Folks really need to WAKE UP and stop answering every question that every website or company asks for. I don't give my ssn or birth-date to anyone except bona-fide medical agencies. (I always give an easy-to-remember but wrong birhdate to places like facebook, etc, who have no damn reason to be asking me.) Anyone that asks to record my driver's license # had better give me a damn good reason.

I think that basic common sense, both on the part of folks asking for and giving out personal data, could probably reduce the incidence of identity theft by 1/10.

Comment In related news... (Score 1) 103

Owner's of some IoT-connected refrigerators have reported waking up to empty fridges. Apparently, hackers been able to exploit a "remote consumption vulnerability" in the firmware to devour large quantities of leftover pizza, ice cream, soft drinks, etc. While some people have expressed dismay at losing their delectables, others reported delight that items such as "a month-old container of moldy spaghetti" were gone. However, there is one report that "a perfectly good, half full can of sardines" was left untouched. On it's twitter account, Samsung recommends that owners place a ripe block of Limburger cheese in their IoT refrigerators in order to deter hackers.

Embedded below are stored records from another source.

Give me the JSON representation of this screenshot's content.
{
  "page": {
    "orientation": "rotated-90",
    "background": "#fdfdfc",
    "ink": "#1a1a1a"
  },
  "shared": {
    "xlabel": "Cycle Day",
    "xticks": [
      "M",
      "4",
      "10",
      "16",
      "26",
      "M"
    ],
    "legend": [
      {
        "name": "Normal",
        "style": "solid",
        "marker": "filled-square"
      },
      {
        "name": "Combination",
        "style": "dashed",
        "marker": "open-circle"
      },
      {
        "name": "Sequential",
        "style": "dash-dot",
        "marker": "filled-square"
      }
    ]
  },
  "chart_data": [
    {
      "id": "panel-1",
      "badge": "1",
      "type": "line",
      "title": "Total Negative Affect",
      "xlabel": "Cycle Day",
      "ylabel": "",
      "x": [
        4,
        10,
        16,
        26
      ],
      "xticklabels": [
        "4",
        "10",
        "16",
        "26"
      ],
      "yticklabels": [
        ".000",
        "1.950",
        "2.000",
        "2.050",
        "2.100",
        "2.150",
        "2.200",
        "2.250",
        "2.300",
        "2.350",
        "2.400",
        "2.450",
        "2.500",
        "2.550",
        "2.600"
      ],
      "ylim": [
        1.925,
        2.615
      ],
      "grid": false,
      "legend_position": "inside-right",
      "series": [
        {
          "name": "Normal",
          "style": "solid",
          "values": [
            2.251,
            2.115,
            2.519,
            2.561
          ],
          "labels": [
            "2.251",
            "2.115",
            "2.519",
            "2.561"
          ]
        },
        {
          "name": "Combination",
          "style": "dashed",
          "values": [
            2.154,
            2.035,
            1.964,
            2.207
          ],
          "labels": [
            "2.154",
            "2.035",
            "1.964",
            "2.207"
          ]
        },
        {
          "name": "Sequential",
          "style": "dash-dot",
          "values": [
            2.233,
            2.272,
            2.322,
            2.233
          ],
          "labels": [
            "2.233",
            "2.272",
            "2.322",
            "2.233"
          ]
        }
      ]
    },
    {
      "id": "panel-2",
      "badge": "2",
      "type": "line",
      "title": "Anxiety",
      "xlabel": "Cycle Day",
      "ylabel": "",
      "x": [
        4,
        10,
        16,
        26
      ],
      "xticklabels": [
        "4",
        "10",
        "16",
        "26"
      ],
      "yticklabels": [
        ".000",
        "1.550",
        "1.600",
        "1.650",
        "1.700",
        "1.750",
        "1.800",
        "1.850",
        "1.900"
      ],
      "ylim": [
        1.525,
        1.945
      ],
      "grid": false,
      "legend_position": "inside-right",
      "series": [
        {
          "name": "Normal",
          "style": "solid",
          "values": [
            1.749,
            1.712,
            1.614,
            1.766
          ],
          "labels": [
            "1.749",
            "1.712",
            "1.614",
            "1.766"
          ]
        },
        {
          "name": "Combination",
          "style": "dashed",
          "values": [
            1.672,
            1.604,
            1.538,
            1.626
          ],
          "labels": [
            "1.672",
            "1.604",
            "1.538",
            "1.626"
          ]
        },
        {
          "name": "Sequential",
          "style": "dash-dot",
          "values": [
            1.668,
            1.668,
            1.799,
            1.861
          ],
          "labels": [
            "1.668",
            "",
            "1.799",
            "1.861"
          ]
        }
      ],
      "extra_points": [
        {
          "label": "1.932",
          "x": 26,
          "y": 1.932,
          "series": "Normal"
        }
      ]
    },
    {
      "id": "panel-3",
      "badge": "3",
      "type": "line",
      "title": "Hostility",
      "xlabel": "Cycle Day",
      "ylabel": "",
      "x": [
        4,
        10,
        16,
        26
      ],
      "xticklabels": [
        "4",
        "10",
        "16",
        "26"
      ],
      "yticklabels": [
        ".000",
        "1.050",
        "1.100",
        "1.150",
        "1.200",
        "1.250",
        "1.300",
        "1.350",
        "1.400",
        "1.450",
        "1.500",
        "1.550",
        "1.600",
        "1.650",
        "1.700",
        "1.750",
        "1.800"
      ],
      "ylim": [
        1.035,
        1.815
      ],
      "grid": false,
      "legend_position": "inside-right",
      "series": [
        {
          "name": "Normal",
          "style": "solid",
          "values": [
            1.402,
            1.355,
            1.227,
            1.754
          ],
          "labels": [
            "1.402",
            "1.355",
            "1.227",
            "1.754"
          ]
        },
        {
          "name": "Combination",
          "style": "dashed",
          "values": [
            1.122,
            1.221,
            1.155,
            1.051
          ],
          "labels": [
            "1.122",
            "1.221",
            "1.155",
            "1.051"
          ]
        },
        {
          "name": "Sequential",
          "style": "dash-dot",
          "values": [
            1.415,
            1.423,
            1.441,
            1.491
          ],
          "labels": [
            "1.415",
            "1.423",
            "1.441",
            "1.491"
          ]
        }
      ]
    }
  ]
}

Comment Re:I'm so torn (Score 1) 387

> On the other hand, Debian governance gave us sy****d.
Well, all they really did is acquiesce to it. Red Hat is the evil organization that actually employs Voldemort (a.k.a Lennart Poettering).

BTW, one should never write or speak out-loud the real name of Voldemort's software. It is safer to refer to it as " the init system with the unspeakable name."

Comment Re:Good (Score 1) 117

Good first step, anyway. Why not just dump canonical and base Mint directly on Debian? Personally, I don't want to use a distro based on a distro that is based on another distro. It just adds too many level of potential bulls***. Snap was one of several reasons that I dumped Ubuntu and switched to Manjaro last year.

Comment Really smart and really stupid (Score 3, Interesting) 231

Smart: Digital circuitry is much faster. more flexible, and potentially more reliable. The real advantage would be the ability to easily switch between power sources when more than one is available (grid connection / solar panels).

Stupid: Control your circuit breakers from your ipad, which would mean connecting your breaker panel to the IOT. How long before the ransomware folks hack in, turn off the power, and demand money to turn it back on? (Big bucks for an office building, less for your house.) Or much worse, how long before the really evil folks hack in, disable the breakers, and use some other IOT appliances to burn down the building?

We're already worried about terrorists hacking into the national power grid. This would multiply their opportunities by thousands or more.

Comment What it takes to learn go (Score 1) 230

> A skilled programmer could probably learn Go from the specification alone.
Well...yes. But it's sad that this has become something to talk about.

Anyone who can't figure out how to write programs by reading a language reference manual is either:
      A) someone who has absolutely no business trying to write computer software.